Based on oral tradition from their parents and grandparents, who were also nanacateros, the mushroom foragers have learned to distinguish between varieties and evaluate their safety, toxicity and uses. They have also learned the best times to forage and how to find desired mushrooms — a skill with significant economic impact.
Mexico has the second-highest number of edible mushroom varieties of any country in the world, according to data that Dr. Jesús Pérez Moreno, an internationally recognized authority, presented at the Segundo Coloquio de Biología de Hongos, a mushroom biology colloquium organized by the National Autonomous University of Mexico’s School of Science.

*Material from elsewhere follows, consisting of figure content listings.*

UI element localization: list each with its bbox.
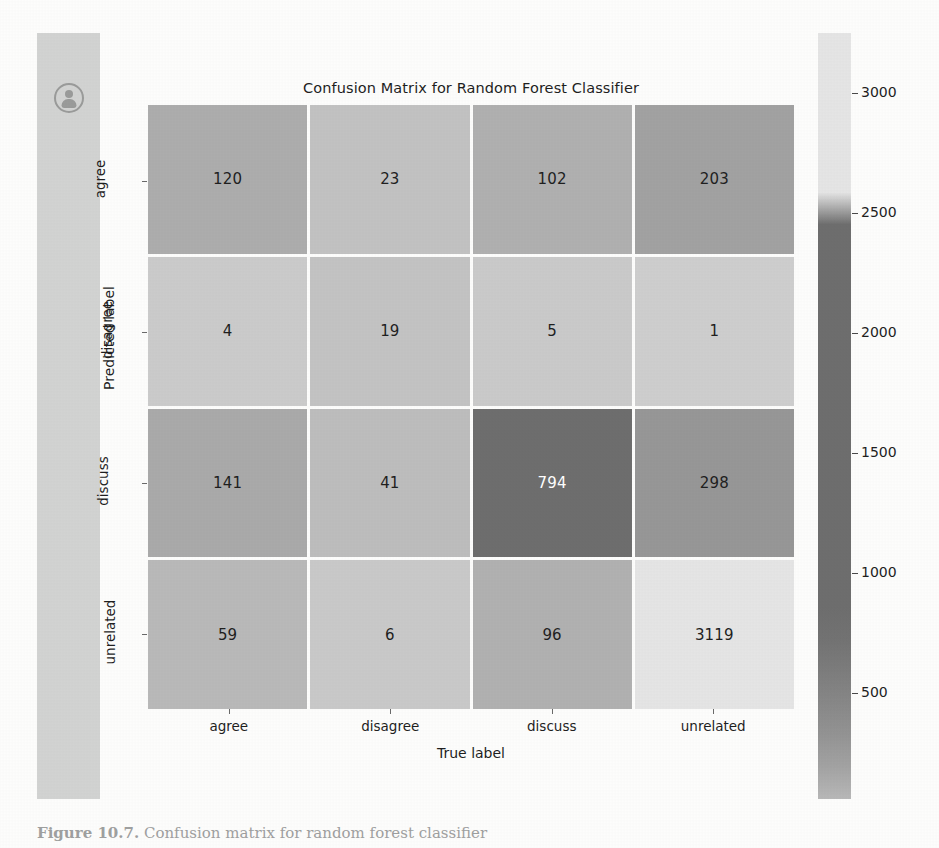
y-axis-tick-disagree: disagree — [78, 322, 122, 338]
heatmap-cell-value: 41 — [380, 474, 400, 492]
heatmap-cell-value: 120 — [213, 170, 242, 188]
y-axis-tick-unrelated: unrelated — [78, 624, 122, 640]
colorbar-tick: 1000 — [852, 564, 897, 580]
heatmap-cell-value: 23 — [380, 170, 400, 188]
heatmap-cell-value: 298 — [700, 474, 729, 492]
y-axis-tick-mark — [142, 332, 147, 333]
heatmap-cell: 41 — [310, 409, 469, 558]
figure-caption-text: Confusion matrix for random forest class… — [139, 824, 487, 842]
heatmap-cell-value: 4 — [223, 322, 233, 340]
heatmap-cell-value: 19 — [380, 322, 400, 340]
confusion-matrix-figure: Confusion Matrix for Random Forest Class… — [0, 0, 939, 800]
heatmap-cell-value: 5 — [547, 322, 557, 340]
heatmap-cell: 794 — [473, 409, 632, 558]
heatmap-cell: 6 — [310, 560, 469, 709]
y-axis-tick-label: discuss — [95, 456, 111, 505]
x-axis-tick-discuss: discuss — [471, 718, 633, 734]
colorbar-tick: 2000 — [852, 324, 897, 340]
y-axis-tick-mark — [142, 181, 147, 182]
heatmap-cell: 96 — [473, 560, 632, 709]
heatmap-cell-value: 59 — [218, 626, 238, 644]
colorbar-tick: 3000 — [852, 84, 897, 100]
colorbar-tick-mark — [852, 213, 858, 214]
x-axis-label: True label — [148, 745, 794, 761]
x-axis-tick-mark — [552, 709, 553, 714]
colorbar-tick-label: 2500 — [861, 204, 897, 220]
heatmap-cell: 298 — [635, 409, 794, 558]
y-axis-tick-label: disagree — [99, 300, 115, 358]
y-axis-tick-agree: agree — [78, 171, 122, 187]
heatmap-cell: 4 — [148, 257, 307, 406]
heatmap-cell: 19 — [310, 257, 469, 406]
x-axis-tick-mark — [390, 709, 391, 714]
heatmap-cell: 120 — [148, 105, 307, 254]
y-axis-tick-mark — [142, 483, 147, 484]
heatmap-cell: 3119 — [635, 560, 794, 709]
colorbar-tick-label: 2000 — [861, 324, 897, 340]
page-title: Confusion Matrix for Random Forest Class… — [148, 80, 794, 96]
heatmap-cell-value: 3119 — [695, 626, 734, 644]
heatmap-cell-value: 96 — [542, 626, 562, 644]
y-axis-tick-label: unrelated — [102, 599, 118, 664]
heatmap-cell: 141 — [148, 409, 307, 558]
figure-number: Figure 10.7. — [37, 824, 139, 842]
heatmap-cell: 1 — [635, 257, 794, 406]
heatmap-cell-value: 141 — [213, 474, 242, 492]
y-axis-tick-label: agree — [92, 159, 108, 198]
colorbar-tick: 1500 — [852, 444, 897, 460]
x-axis-tick-mark — [229, 709, 230, 714]
heatmap-cell: 203 — [635, 105, 794, 254]
colorbar-tick-mark — [852, 333, 858, 334]
colorbar-tick: 2500 — [852, 204, 897, 220]
colorbar-tick-mark — [852, 93, 858, 94]
heatmap-cell-value: 102 — [538, 170, 567, 188]
x-axis-tick-disagree: disagree — [309, 718, 471, 734]
colorbar-tick-label: 1000 — [861, 564, 897, 580]
colorbar-tick-label: 1500 — [861, 444, 897, 460]
heatmap-cell: 59 — [148, 560, 307, 709]
heatmap-cell-value: 794 — [538, 474, 567, 492]
x-axis-tick-agree: agree — [148, 718, 310, 734]
heatmap-cell: 5 — [473, 257, 632, 406]
x-axis-tick-mark — [713, 709, 714, 714]
y-axis-tick-discuss: discuss — [78, 473, 122, 489]
colorbar-tick-mark — [852, 453, 858, 454]
heatmap-cell: 102 — [473, 105, 632, 254]
colorbar-tick-label: 500 — [861, 684, 888, 700]
heatmap-cell-value: 6 — [385, 626, 395, 644]
heatmap-cell-value: 1 — [710, 322, 720, 340]
colorbar-tick-label: 3000 — [861, 84, 897, 100]
colorbar-tick: 500 — [852, 684, 888, 700]
colorbar-tick-mark — [852, 573, 858, 574]
colorbar-tick-mark — [852, 693, 858, 694]
heatmap-grid: 120231022034195114141794298596963119 — [148, 105, 794, 709]
heatmap-cell: 23 — [310, 105, 469, 254]
y-axis-tick-mark — [142, 634, 147, 635]
x-axis-tick-unrelated: unrelated — [632, 718, 794, 734]
heatmap-cell-value: 203 — [700, 170, 729, 188]
figure-caption: Figure 10.7. Confusion matrix for random… — [37, 824, 737, 842]
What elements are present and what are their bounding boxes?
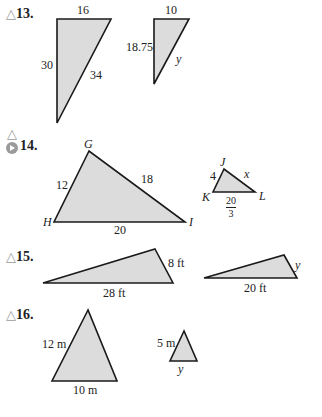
vertex-G: G bbox=[84, 137, 93, 152]
label-JL: x bbox=[244, 167, 249, 182]
vertex-K: K bbox=[202, 190, 210, 205]
label-HI: 20 bbox=[114, 223, 126, 238]
problem-13-header: △13. bbox=[6, 4, 34, 22]
label-15a-base: 28 ft bbox=[103, 286, 125, 301]
problem-number: 15. bbox=[16, 249, 34, 264]
label-13b-top: 10 bbox=[165, 3, 177, 18]
label-15a-right: 8 ft bbox=[168, 256, 184, 271]
label-13b-hyp: y bbox=[176, 52, 181, 67]
vertex-L: L bbox=[259, 189, 266, 204]
label-13a-top: 16 bbox=[77, 3, 89, 18]
label-13b-left: 18.75 bbox=[126, 40, 153, 55]
fraction-denominator: 3 bbox=[229, 209, 234, 219]
triangle-icon: △ bbox=[7, 126, 17, 142]
triangle-13a bbox=[57, 19, 111, 123]
problem-number: 14. bbox=[20, 138, 38, 154]
vertex-H: H bbox=[43, 215, 52, 230]
triangle-icon: △ bbox=[6, 249, 16, 264]
problem-number: 13. bbox=[16, 6, 34, 21]
problem-number: 16. bbox=[16, 307, 34, 322]
label-15b-right: y bbox=[295, 258, 300, 273]
label-16b-base: y bbox=[178, 362, 183, 377]
triangle-15a bbox=[43, 249, 173, 283]
label-16a-base: 10 m bbox=[73, 383, 97, 398]
vertex-I: I bbox=[189, 215, 193, 230]
vertex-J: J bbox=[220, 155, 225, 170]
triangle-13b bbox=[154, 19, 189, 84]
label-JK: 4 bbox=[210, 169, 216, 184]
triangle-icon: △ bbox=[6, 307, 16, 322]
play-icon[interactable] bbox=[6, 142, 18, 154]
triangle-icon: △ bbox=[6, 6, 16, 21]
label-16a-left: 12 m bbox=[42, 337, 66, 352]
problem-15-header: △15. bbox=[6, 247, 34, 265]
label-15b-base: 20 ft bbox=[244, 281, 266, 296]
triangle-14-GHI bbox=[54, 151, 185, 222]
fraction-numerator: 20 bbox=[226, 196, 236, 206]
label-KL-fraction: 20 3 bbox=[226, 196, 236, 219]
label-16b-left: 5 m bbox=[157, 336, 175, 351]
label-GI: 18 bbox=[141, 172, 153, 187]
label-13a-left: 30 bbox=[41, 58, 53, 73]
label-13a-hyp: 34 bbox=[90, 68, 102, 83]
problem-16-header: △16. bbox=[6, 305, 34, 323]
label-GH: 12 bbox=[56, 178, 68, 193]
triangle-15b bbox=[204, 255, 297, 278]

Daniel Claudio Martínez Carrera is technical director of the Centro de Biotecnología de Hongos Comestibles, Funcionales y Medicinales, a center that studies mushroom biotechnology. According to the center’s studies, which Martínez says are the first ever conducted in the country, the value of the mushroom supply chain — including both large- and small-scale mushroom producers as well as foragers — exceeds $250 million per year.
“The economic flow is important,” Martínez says, “and generates more than 25,000 jobs, directly or indirectly.”
For María Isabel Juana Pérez Manzano, a nanacatera from San Isidro Buensuceso, in the state of Tlaxcala, collecting mushrooms brings in additional income for her family. Mushrooms, as a non-timber forest resource, represent a considerable source of income for many families, with an income per foraging season of between 3,360 and 4,320 Mexican pesos ($163-$209), according to the Food and Agriculture Organization of the United Nations.
But mushrooms represent far more than a few pesos for foragers.
Adriana Montoya Esquivel, an ethnomycologist with the Centro de Investigación en Ciencias Biológicas, a research center at the Autonomous University of Tlaxcala, says mushrooms are vital indicators of the health of their environments. Connecting the local and scientific knowledge of indigenous communities will enhance understanding of the threats against biodiversity — which include illegal logging in the area and forest fires, among others — and promote sustainable alternatives, she says.
Humberto Thomé Ortiz is the founder of the Laboratorio Social de Micoturismo en México (Social Laboratory for Mycotourism in Mexico), an experimental space for mycotourism collaboration between indigenous communities, the academic sector, the government and the general public. He says the knowledge the communities possess about wild mushrooms needs to be preserved, because it provides critical biological data to which scientists may not have access.
A warning on the website of the (The Digital Multimedia Repository for Determining Edible and Toxic Mushrooms), a project developed by mycologists from the Institute of Biology at the National Autonomous University of Mexico, reads: “This site must not be used to identify mushrooms in the field and consume them. The only safe way to consume wild edible mushrooms is to purchase them from mushroom gatherers who possess a deep traditional knowledge for identifying them.”
There is an increasing number of mycotourism experiences in Mexico, but Thomé believes that not all of them are structured or regulated well because Mexico, unlike Europe, lacks legislation that addresses mushroom collection.
For Thomé, mycotourism, when formulated and carried out well, can be a model for an important and restorative experience that helps society value — and protect — the environment.
And many mycotourists say the experience is well worth the time and effort.
Alejandra Ávila Cossío, 19, a scout and hiking enthusiast, says it was “fascinating” to learn about mushrooms. And Yamil Hernández Urquieta, 25, a pharmaceutical biochemist who says he was drawn to the tour because he’s passionate about biology, was left with a taste for more. “It was great,” he says, “and we hope to come back again next year.”
Patricia Zavala Gutiérrez is a Global Press Journal reporter based in Mexico.